Total footprint = carbon + food + housing + goods
Number of Earths = total footprint / biocapacity per person
Overshoot = total footprint - biocapacity per person
Footprint vs biocapacity = total footprint / biocapacity * 100

All footprints and biocapacity are in global hectares (gha). A number of Earths above one indicates the modelled consumption exceeds the biocapacity you entered.

Footprint accounting context

  • A global hectare is one hectare with world-average biological productivity.
  • The carbon component is usually the largest share for high-income lifestyles.
  • Overshoot means consumption exceeds the regenerative capacity you compared against.
  • Category footprints depend on country-specific conversion factors, so they are inputs here.
  • The Global Footprint Network publishes the National Footprint and Biocapacity Accounts.

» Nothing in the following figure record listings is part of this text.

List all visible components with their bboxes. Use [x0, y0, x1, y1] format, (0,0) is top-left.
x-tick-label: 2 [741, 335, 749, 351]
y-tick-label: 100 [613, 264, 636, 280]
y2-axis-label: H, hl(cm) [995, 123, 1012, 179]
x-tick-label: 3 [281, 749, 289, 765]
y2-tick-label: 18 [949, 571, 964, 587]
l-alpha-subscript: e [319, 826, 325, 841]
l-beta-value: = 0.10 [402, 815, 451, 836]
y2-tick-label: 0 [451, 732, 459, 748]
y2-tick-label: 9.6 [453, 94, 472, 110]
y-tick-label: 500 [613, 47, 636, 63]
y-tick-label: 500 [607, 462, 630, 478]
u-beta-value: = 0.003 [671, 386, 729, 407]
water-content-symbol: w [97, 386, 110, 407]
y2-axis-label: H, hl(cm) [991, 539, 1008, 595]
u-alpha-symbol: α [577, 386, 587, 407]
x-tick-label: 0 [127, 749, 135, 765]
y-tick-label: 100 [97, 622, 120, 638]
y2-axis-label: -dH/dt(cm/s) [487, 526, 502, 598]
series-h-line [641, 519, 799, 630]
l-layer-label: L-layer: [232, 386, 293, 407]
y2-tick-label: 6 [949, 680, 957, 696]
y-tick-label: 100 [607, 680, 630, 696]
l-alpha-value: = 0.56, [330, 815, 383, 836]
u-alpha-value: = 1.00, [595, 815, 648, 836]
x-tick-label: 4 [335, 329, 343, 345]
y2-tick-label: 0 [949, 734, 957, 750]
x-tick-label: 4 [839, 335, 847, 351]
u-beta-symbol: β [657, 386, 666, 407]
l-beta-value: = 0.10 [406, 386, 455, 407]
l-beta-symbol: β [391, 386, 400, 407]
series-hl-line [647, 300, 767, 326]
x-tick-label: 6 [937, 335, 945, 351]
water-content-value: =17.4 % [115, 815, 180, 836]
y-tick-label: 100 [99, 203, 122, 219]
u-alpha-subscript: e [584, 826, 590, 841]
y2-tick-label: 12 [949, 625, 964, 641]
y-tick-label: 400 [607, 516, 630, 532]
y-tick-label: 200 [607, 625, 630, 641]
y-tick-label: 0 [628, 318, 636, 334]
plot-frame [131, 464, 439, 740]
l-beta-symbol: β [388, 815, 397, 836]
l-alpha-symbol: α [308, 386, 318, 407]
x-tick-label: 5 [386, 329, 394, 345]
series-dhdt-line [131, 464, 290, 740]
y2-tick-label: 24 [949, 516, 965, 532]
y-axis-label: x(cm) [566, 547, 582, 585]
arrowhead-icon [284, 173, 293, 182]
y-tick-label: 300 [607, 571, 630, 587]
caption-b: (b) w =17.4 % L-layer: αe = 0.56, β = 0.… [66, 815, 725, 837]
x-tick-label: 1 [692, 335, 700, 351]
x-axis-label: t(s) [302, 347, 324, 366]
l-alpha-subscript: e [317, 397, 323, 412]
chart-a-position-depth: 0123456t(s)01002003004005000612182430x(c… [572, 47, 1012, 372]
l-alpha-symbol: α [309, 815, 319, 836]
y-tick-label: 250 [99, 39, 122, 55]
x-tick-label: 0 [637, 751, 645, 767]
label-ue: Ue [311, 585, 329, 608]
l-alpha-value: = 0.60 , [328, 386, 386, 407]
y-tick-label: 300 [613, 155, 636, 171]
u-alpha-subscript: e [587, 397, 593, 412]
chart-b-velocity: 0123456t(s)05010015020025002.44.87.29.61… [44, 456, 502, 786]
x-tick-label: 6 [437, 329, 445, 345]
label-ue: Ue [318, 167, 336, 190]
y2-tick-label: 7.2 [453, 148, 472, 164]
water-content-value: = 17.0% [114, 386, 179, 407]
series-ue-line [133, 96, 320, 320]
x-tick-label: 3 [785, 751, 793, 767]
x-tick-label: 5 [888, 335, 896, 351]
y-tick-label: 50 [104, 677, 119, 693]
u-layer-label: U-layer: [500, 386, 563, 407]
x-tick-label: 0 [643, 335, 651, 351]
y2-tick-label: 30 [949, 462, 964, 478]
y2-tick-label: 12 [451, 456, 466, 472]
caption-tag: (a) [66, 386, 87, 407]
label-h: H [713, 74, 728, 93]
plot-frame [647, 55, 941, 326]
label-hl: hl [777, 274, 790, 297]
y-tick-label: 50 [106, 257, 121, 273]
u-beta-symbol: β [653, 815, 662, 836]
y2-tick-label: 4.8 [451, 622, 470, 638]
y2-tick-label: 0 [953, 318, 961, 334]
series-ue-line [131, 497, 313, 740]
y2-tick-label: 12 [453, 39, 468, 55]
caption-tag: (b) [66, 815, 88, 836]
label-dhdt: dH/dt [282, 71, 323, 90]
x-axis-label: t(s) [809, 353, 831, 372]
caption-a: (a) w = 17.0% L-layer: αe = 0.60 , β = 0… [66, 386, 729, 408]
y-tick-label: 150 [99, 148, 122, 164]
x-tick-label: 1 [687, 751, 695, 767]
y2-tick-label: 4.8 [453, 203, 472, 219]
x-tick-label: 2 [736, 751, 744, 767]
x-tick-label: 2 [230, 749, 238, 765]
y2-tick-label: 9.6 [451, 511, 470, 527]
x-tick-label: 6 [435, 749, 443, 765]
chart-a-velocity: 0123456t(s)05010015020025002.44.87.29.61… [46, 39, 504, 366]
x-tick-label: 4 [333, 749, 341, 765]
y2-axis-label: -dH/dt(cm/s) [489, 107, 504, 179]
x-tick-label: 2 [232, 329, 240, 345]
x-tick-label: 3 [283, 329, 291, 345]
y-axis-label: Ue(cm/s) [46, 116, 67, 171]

Ecological footprint: frequently asked questions

What is an ecological footprint?

An ecological footprint measures the biologically productive land and sea area required to supply what a population consumes and to absorb its waste, expressed in global hectares (gha). One global hectare is one hectare of land with world-average biological productivity. This calculator sums the footprint you supply for each consumption category.

What is biocapacity?

Biocapacity is the productive capacity of an area to regenerate resources and absorb waste, also measured in global hectares. When total footprint exceeds available biocapacity, consumption is in ecological overshoot. You enter the biocapacity per person you want to compare against, so the figure stays sourced rather than assumed.

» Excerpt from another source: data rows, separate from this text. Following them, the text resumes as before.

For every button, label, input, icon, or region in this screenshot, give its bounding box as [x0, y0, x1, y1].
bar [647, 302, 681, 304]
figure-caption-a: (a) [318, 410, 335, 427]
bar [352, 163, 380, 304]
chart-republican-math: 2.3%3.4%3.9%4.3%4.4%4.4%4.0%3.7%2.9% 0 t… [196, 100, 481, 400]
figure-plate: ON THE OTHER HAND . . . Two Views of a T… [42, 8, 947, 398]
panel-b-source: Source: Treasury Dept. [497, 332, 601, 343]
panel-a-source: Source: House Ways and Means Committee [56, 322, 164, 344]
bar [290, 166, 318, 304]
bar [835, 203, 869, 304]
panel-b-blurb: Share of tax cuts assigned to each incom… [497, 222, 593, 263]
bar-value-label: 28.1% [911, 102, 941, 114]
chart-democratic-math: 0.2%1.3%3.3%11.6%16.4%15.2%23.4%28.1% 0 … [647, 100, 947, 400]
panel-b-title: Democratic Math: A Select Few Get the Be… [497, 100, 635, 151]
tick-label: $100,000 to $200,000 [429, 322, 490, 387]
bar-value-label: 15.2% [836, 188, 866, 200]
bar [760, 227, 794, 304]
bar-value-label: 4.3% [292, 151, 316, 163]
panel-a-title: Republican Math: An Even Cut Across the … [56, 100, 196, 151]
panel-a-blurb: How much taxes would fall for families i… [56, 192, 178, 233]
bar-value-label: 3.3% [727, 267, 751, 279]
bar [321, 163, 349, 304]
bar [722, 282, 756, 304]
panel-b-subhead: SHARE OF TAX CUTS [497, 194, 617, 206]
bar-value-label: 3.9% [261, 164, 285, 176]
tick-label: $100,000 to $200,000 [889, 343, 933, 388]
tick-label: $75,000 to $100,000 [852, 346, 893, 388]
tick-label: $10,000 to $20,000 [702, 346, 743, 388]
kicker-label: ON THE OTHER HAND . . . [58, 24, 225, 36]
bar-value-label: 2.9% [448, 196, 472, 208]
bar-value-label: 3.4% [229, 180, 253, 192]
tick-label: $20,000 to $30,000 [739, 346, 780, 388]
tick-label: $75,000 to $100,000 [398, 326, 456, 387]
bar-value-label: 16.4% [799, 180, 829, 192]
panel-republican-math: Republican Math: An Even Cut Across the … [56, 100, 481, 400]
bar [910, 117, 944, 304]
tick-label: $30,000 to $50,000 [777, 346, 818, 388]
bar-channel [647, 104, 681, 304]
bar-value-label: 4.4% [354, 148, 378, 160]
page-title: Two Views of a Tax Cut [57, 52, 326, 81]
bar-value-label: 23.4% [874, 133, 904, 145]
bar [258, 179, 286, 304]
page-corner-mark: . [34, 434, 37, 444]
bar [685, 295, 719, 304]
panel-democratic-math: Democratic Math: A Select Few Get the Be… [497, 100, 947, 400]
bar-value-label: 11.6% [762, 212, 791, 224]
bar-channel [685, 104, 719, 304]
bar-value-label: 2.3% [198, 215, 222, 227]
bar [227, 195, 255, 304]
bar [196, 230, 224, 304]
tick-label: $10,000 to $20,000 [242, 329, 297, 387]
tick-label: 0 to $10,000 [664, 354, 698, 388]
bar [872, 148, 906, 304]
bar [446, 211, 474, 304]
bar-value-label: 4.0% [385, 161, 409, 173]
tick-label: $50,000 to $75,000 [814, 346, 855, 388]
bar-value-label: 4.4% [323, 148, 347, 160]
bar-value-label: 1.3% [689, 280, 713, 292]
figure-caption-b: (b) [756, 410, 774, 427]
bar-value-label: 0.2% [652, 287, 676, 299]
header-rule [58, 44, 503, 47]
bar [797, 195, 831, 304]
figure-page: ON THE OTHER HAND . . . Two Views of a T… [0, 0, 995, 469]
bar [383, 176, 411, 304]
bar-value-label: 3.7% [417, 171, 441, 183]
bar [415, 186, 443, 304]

How is the number of Earths calculated?

Divide the total footprint per person by the available biocapacity per person. If everyone lived at a footprint equal to twice the available biocapacity, it would take two Earths to sustain that level. The ratio is a vivid way to communicate overshoot.

Why are the category values inputs rather than fixed?

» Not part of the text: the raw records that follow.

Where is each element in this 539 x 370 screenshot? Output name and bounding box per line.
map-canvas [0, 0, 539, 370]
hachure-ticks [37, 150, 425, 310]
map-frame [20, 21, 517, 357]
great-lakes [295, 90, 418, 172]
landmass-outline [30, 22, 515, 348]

A genuine footprint depends on detailed lifestyle data and conversion factors that vary by country and year, published by bodies such as the Global Footprint Network. To avoid inventing figures, the calculator takes each category footprint in global hectares as a user-editable input you can fill from an audited source.

What does global overshoot mean?

Global overshoot occurs when humanity's total footprint exceeds the planet's total biocapacity in a year, meaning resources are drawn down faster than ecosystems regenerate them. A number of Earths greater than one indicates the modelled level of consumption is not sustainable.

Official sources

Reviewed by the CalculatorHub team, edited by James Graham, 17 June 2026. See our methodology.